The convergence of a generation shaped by No Child Left Behind’s test-score emphasis and the sudden availability of AI writing tools is forcing a rethinking of core liberal arts pedagogy — with professors improvising responses that range from lowering the reading bar to installing student confessionals about AI use.

Liberal arts professors at four Pittsburgh-area universities say classroom participation has dropped noticeably, with students falling increasingly silent during discussions of assigned readings. Educators attribute the trend to decades of test-focused K-12 policy and, more recently, to the spread of artificial intelligence tools that allow students to bypass reading entirely.

The convergence is forcing professors at the University of Pittsburgh, Duquesne University, Chatham University, and Carnegie Mellon University to improvise responses ranging from replacing classical texts with more accessible materials to installing student confessionals about AI use, according to a report by Pittsburgh’s Public Source distributed by the Associated Press.

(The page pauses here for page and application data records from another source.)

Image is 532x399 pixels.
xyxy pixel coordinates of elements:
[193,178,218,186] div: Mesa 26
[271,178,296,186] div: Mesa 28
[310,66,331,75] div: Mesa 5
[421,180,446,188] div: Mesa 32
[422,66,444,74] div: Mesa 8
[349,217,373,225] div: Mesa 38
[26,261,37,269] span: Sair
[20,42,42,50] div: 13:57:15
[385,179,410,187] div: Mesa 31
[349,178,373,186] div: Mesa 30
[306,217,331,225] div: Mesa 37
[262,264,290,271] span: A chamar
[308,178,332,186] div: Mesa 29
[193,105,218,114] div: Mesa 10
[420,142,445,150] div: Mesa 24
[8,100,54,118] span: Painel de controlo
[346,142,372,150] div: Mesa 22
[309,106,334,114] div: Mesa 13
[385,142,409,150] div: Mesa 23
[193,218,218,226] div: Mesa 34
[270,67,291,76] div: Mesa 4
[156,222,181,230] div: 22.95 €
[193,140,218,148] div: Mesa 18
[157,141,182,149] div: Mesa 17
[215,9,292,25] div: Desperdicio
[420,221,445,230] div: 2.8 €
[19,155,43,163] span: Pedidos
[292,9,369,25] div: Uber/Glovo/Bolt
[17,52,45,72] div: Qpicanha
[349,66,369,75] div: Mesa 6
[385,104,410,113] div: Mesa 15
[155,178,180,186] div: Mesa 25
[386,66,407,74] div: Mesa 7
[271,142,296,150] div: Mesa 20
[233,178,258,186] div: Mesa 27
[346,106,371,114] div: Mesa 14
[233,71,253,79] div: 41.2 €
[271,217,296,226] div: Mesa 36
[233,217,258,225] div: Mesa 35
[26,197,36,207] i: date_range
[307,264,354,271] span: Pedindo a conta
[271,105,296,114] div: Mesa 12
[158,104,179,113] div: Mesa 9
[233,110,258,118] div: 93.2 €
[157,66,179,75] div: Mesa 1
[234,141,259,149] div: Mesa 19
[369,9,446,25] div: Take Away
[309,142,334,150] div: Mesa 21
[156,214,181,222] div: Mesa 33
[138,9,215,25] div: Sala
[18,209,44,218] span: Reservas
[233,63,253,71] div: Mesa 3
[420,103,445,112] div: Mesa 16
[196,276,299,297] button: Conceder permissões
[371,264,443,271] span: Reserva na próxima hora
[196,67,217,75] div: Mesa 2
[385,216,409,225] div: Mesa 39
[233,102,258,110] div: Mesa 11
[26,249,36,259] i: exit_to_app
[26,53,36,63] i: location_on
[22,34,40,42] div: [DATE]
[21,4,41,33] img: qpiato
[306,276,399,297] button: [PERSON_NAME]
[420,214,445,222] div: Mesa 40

“I feel indebted to my teacher to make the class engaging,” said Luke Johnson, a University of Pittsburgh sophomore studying English literature. Johnson said he completes every assigned reading before class and finds himself filling silence when classmates don’t participate. “I feel like the majority of people in the class are taking it as a gen ed and therefore sort of discounting the importance of doing the coursework.”

Federal policy, unequal preparation, and AI

Several professors pointed to the federal No Child Left Behind Act of 2001 — replaced by the Every Student Succeeds Act in 2015 — as a structural cause. Ryan D’Souza, a communications professor at Chatham University, said NCLB conditioned a generation to seek correct test answers rather than read for comprehension.

“The current generation of students would have been the ones really ingrained with the No Child Left Behind kind of policy where you no longer need to read something for comprehension, but to know the correct answer,” D’Souza said.

D’Souza said he does not blame individual students. “I would be unwilling to point at one student and say ‘you’re the problem,’ when really it’s a structural problem.” He said he has turned to newspaper articles, comic books, and video essays as supplements or alternatives to dense academic texts, adapting his approach to what his students can engage with.

Hillary Lazar, a sociology instructor at the University of Pittsburgh, said students arrive at college with varying levels of preparation rooted in unequal K-12 resources. “I don’t think it’s that our students are becoming less capable and competent,” she said. “I don’t know if they have the right training or that the right level of expectations being put on them.”

Strategies professors are deploying

Lazar has adopted what she calls a “one-room schoolhouse approach,” presenting material that serves both introductory learners and students already familiar with foundational content. She also hosts “AI confessionals,” sessions at which students write about how they use the technology in their coursework. Lazar said that by understanding how students use AI, she can help them develop and trust their own analytical voice.

Brock Bahler, a religious studies professor at the University of Pittsburgh who previously taught at Duquesne University and Seton Hill University between 2010 and 2014, has shifted his syllabus away from classical texts. Where he once assigned Aristotle’s “Nicomachean Ethics” or Immanuel Kant’s “Metaphysics of Morals,” he now assigns chapters from Hannah Arendt’s “The Origins of Totalitarianism,” which he said helps students stay motivated to read.

Bahler permits AI use in his courses only for critical evaluation and opposes it for writing. “You learn what you think about the world as you write,” he said. He cited a 2024 study on generative AI’s tendency to flatten language, he said, at the expense of dialects including African American Vernacular English.

“We’re assuming that there’s some kind of standard English out there, when it’s really just some white guy’s version of English,” Bahler said.

James Swindal, a philosophy professor at Duquesne University, uses a method he calls “precis questions.” Students write questions about the required readings; Swindal projects them on a whiteboard and has each student read the question aloud. “What is uncanny is that most of the questions they come up with match the very questions I want to go over for the whole class,” Swindal told Public Source. The method also functions as a reading check — students who haven’t done the work cannot produce substantive questions.

The question of literature’s humanity

Jane Bernstein, a professor of English at Carnegie Mellon University who has taught since 1991, said she has not noticed a major shift in participation in her creative writing courses. But she said that if she had to teach a literature course again, she would require in-person book reports to ensure students did not use AI.

She urged students not to search for correct interpretations of literary texts. “Immerse yourself in the story,” Bernstein said. “This isn’t about getting something right or wrong.”

Bernstein said she worries that students who rely on AI for literary comprehension and writing will struggle not only to produce complex work but to appreciate the humanity inherent in literature. She plans to retire at the end of the spring semester, describing the feeling as bittersweet — she said she will miss her students but is also relieved she will not have to navigate the full impact of generative AI.